Religious & philosophical traditions
Indian religious and philosophical traditions for UPSC: Vedic-Upanishadic thought, the six Darshanas, Buddhism, Jainism, Bhakti-Sufi movements and syncretic faiths.
The Vedic foundation and the Upanishadic turn
Indian philosophy is conventionally periodised from the four Vedas (Rigveda, Samaveda, Yajurveda, Atharvaveda, c. 1500–900 BCE), through the Brahmanas (ritual), Aranyakas (forest treatises) and the Upanishads (c. 800–500 BCE). The Upanishads mark the shift from sacrificial ritualism (karma-kanda) to metaphysical enquiry (jnana-kanda), articulating the identity of Brahman (ultimate reality) and Atman (self). The Mundaka Upanishad gives India its national motto, Satyameva Jayate ("Truth alone triumphs"); the Chandogya Upanishad preserves Tat Tvam Asi ("That thou art"); the Brihadaranyaka offers Aham Brahmasmi.
The six orthodox Darshanas (Astika)
Schools that accept Vedic authority are astika; those that reject it are nastika (Buddhism, Jainism, Charvaka). The six astika Darshanas are conventionally paired:
- Nyaya (Gautama/Akshapada, Nyaya Sutras): logic and epistemology; four valid means of knowledge (pramanas) — perception, inference, comparison, testimony.
- Vaisheshika (Kanada, Vaisheshika Sutras): atomism (paramanu) and categorisation of reality.
- Samkhya (Kapila): the oldest school, dualism of Purusha (consciousness) and Prakriti (matter); the three gunas — sattva, rajas, tamas. It is atheistic in classical form.
- Yoga (Patanjali, Yoga Sutras, c. 2nd century BCE): the eightfold path (ashtanga); shares Samkhya metaphysics but admits Ishvara.
- Mimamsa (Jaimini): ritual exegesis, defence of Vedic injunctions (dharma).
- Vedanta (Badarayana, Brahma Sutras): culminating school. Its sub-schools — Advaita (non-dualism, Adi Shankaracharya, c. 788–820 CE), Vishishtadvaita (qualified non-dualism, Ramanuja, 11th–12th c.), and Dvaita (dualism, Madhva, 13th c.) — dominate later Hindu theology.
Heterodox responses
The sixth century BCE produced sustained challenges to Vedic orthodoxy. Jainism, systematised by Mahavira (Vardhamana, the 24th Tirthankara, c. 599–527 BCE), teaches the Triratna (right faith, right knowledge, right conduct), the five vows (ahimsa, satya, asteya, brahmacharya, aparigraha), anekantavada (non-absolutism) and syadvada. It split into Digambara and Svetambara sects, the schism crystallising around the Council of Pataliputra (c. 3rd century BCE). Buddhism, founded by Siddhartha Gautama (c. 563–483 BCE), turns on the Four Noble Truths, the Eightfold Path and the doctrine of Pratityasamutpada (dependent origination). The Four Buddhist Councils — Rajagriha (483 BCE), Vaishali (383 BCE), Pataliputra under Ashoka (c. 250 BCE) and Kashmir under Kanishka (1st century CE) — shaped the canon and the Hinayana–Mahayana divergence. Charvaka/Lokayata materialism rejected the soul, afterlife and Vedic authority outright.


* **GOAL OF THE EXERCISE**
Before printing, remove every picture; then print the lines below exactly, from the first line through the line containing "pyautogui.click(x=<x>, y=<y>)".

* **Recorded data**
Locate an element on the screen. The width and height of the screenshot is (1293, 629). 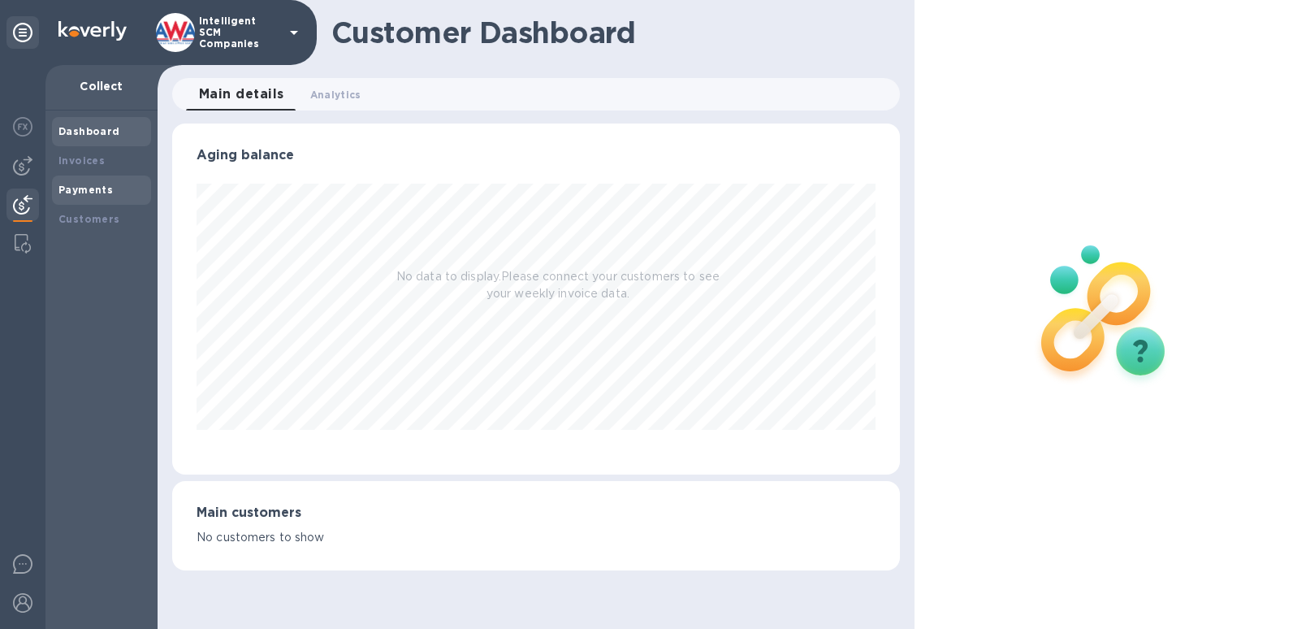
b: Payments is located at coordinates (85, 189).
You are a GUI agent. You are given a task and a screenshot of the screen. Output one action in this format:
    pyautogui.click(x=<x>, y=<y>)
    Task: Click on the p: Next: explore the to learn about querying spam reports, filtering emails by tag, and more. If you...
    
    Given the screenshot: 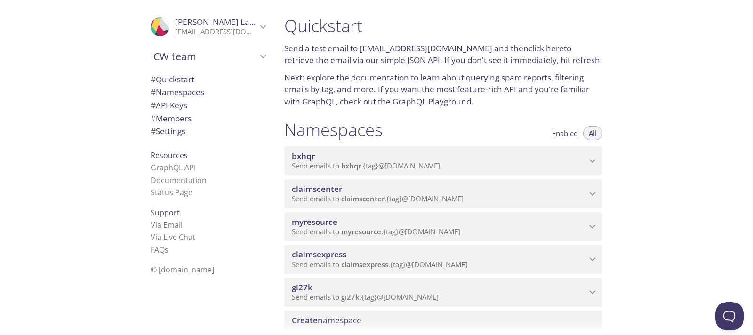 What is the action you would take?
    pyautogui.click(x=443, y=89)
    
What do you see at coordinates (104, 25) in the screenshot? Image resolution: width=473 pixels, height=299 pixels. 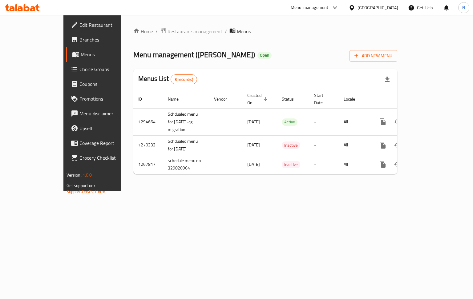 I see `a: Edit Restaurant` at bounding box center [104, 25].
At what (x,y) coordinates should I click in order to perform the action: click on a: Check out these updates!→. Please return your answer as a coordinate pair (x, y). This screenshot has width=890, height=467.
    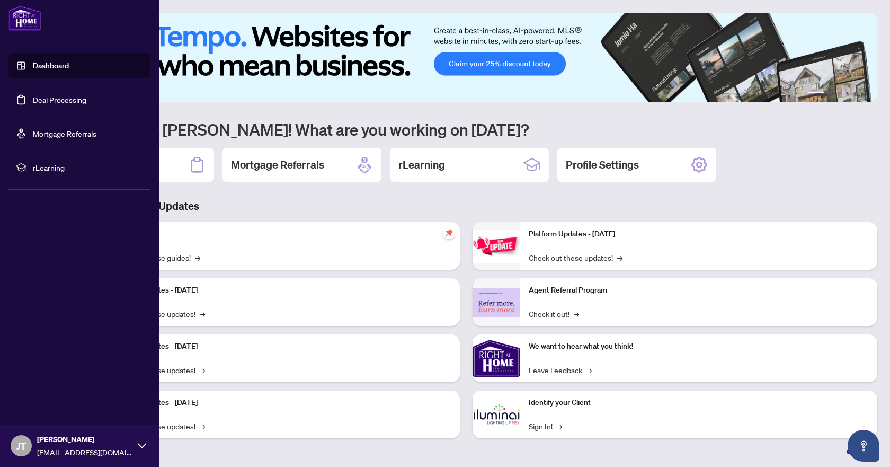
    Looking at the image, I should click on (575, 257).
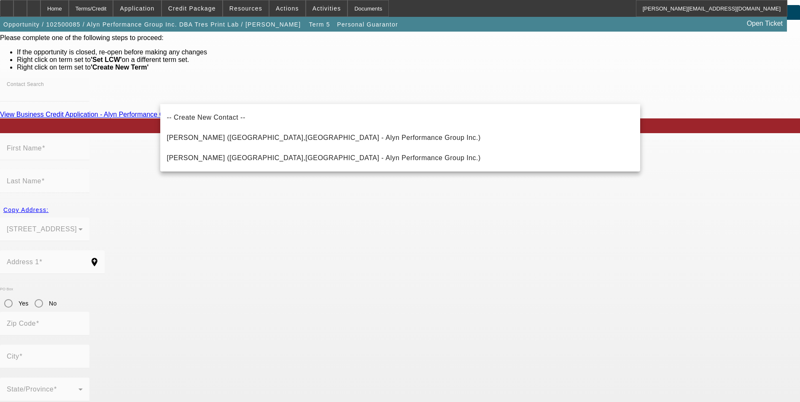  Describe the element at coordinates (320, 24) in the screenshot. I see `button: Term 5` at that location.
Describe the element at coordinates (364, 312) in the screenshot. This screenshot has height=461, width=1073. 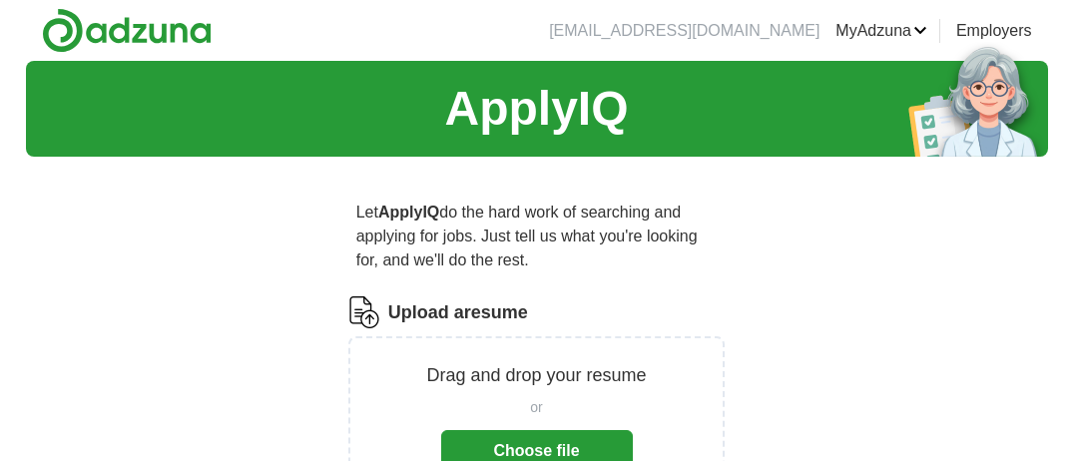
I see `img: CV Icon` at that location.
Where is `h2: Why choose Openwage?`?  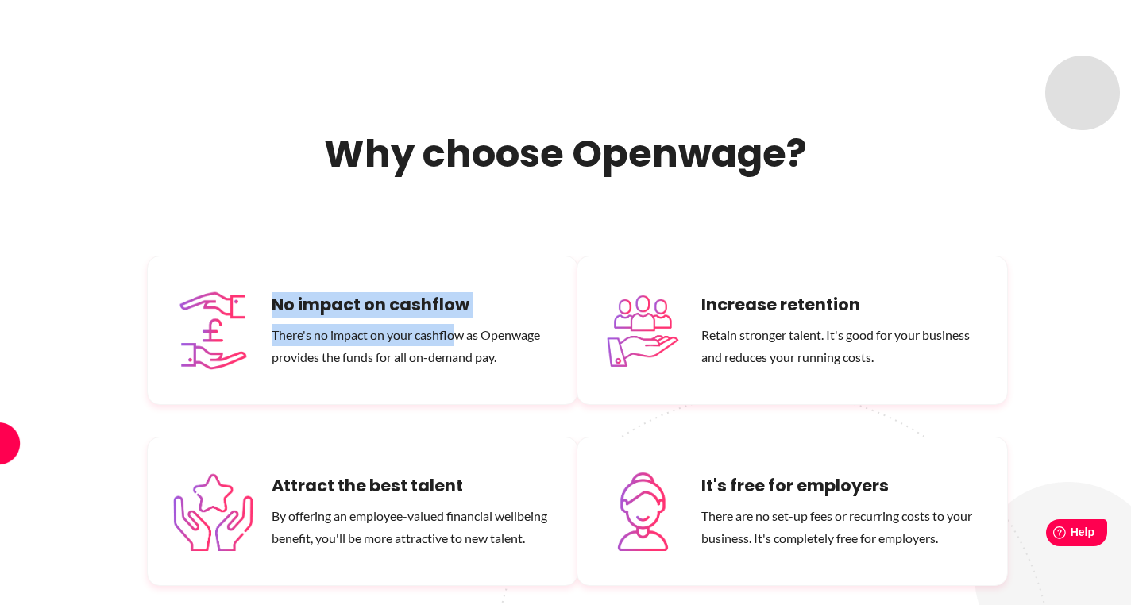
h2: Why choose Openwage? is located at coordinates (566, 154).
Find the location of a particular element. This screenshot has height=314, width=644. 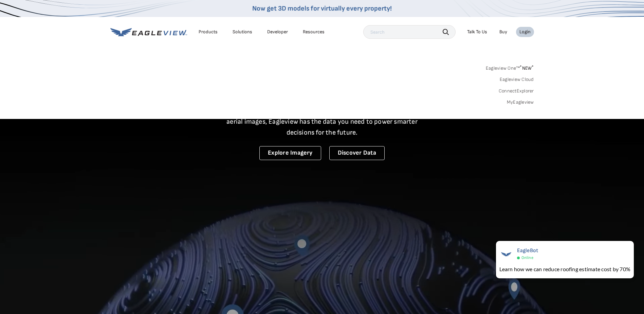

a: Explore Imagery is located at coordinates (290, 153).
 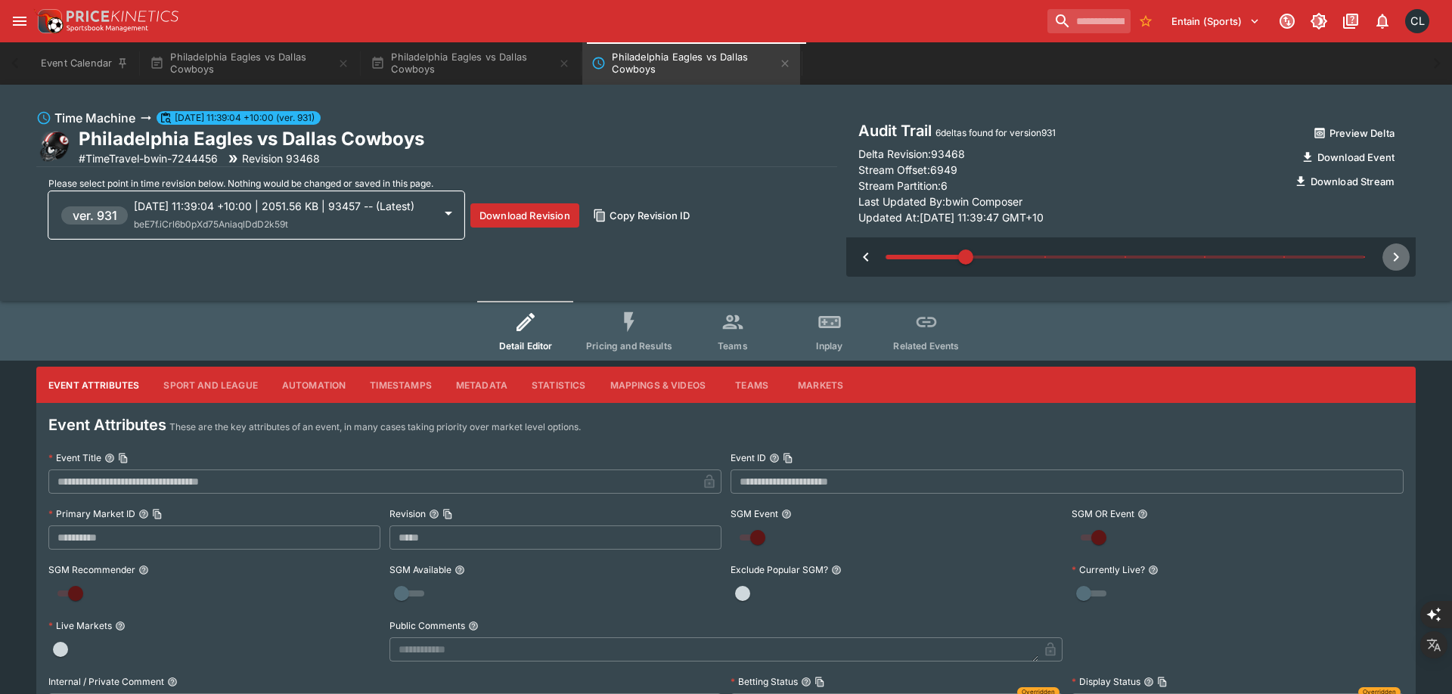 What do you see at coordinates (775, 458) in the screenshot?
I see `button: Event IDCopy To Clipboard` at bounding box center [775, 458].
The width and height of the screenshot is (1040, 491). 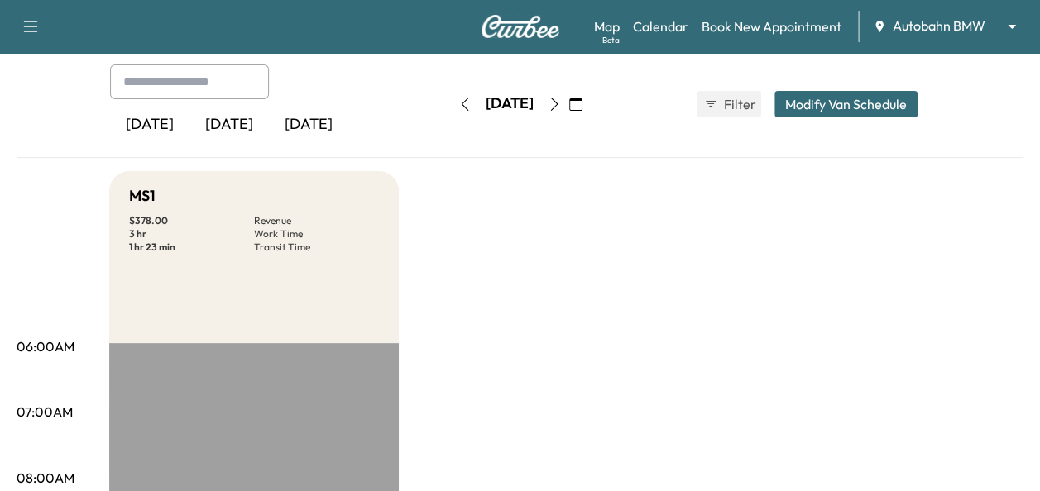 I want to click on a: MapBeta, so click(x=606, y=26).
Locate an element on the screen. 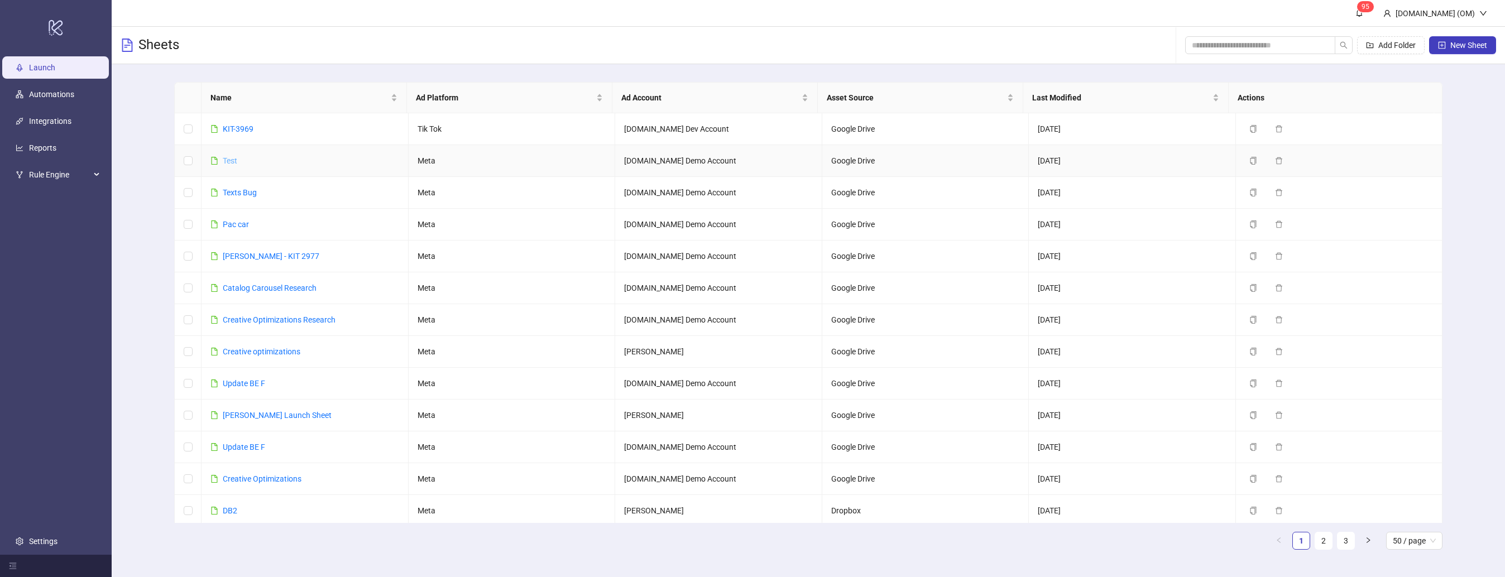  th: Ad Account is located at coordinates (715, 98).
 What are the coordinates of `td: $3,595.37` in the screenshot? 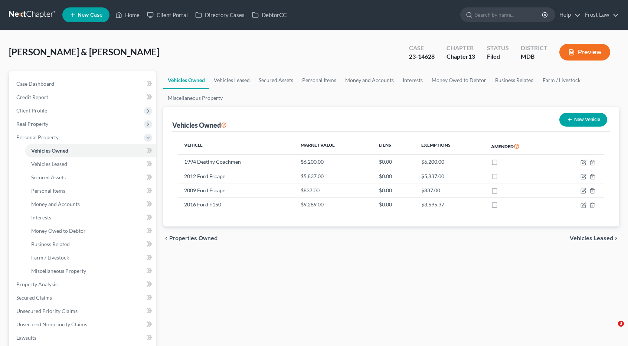 It's located at (450, 204).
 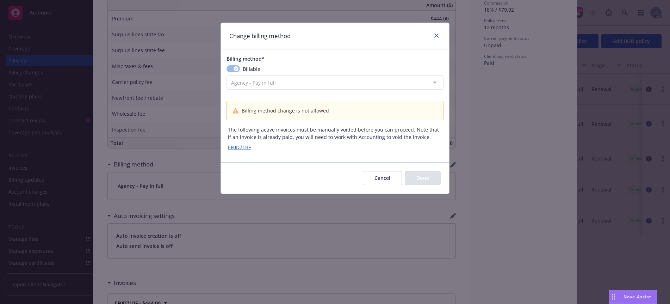 What do you see at coordinates (335, 69) in the screenshot?
I see `div: Billable` at bounding box center [335, 69].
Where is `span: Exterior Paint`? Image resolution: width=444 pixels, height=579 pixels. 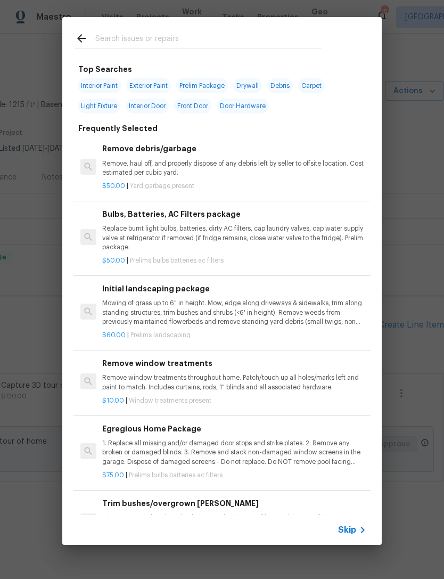
span: Exterior Paint is located at coordinates (148, 86).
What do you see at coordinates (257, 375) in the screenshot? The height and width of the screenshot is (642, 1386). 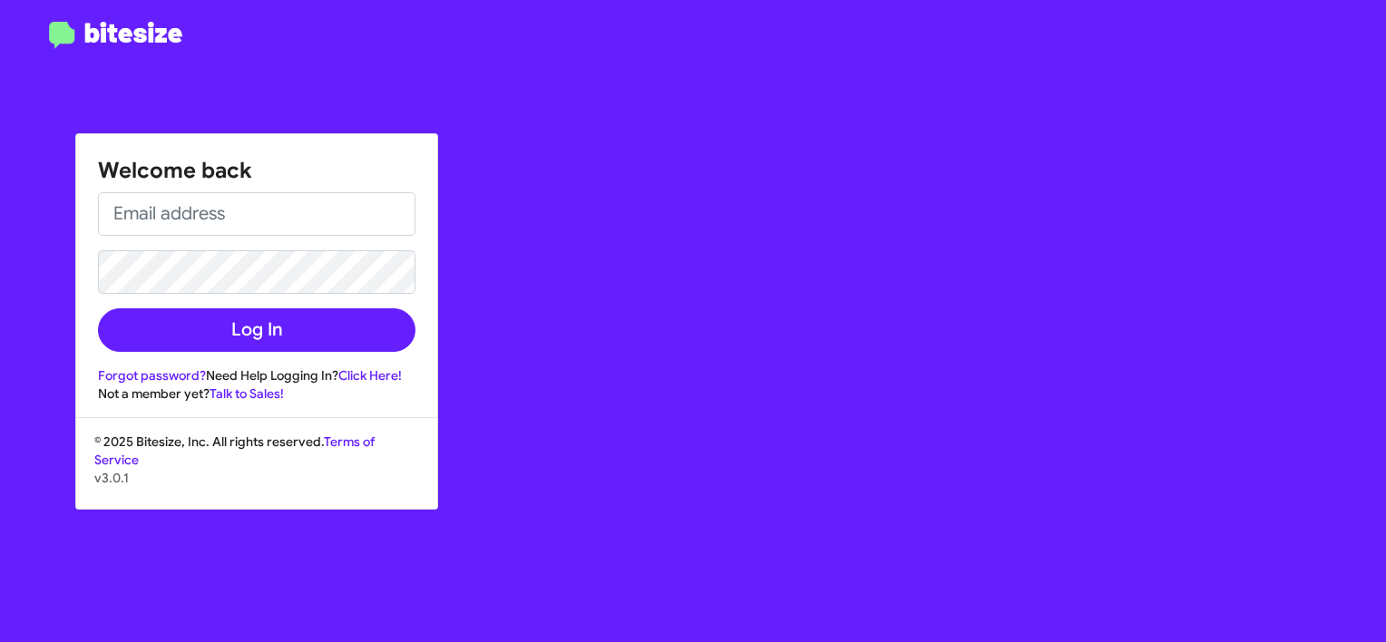 I see `div: Need Help Logging In?` at bounding box center [257, 375].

* **EXERCISE RESPONSE**
Locate an element on the screen. The width and height of the screenshot is (1293, 629). 
b: Payments is located at coordinates (85, 189).
You are a GUI agent. You are given a task and a screenshot of the screen. Output one action in this format:
    pyautogui.click(x=<x>, y=<y>)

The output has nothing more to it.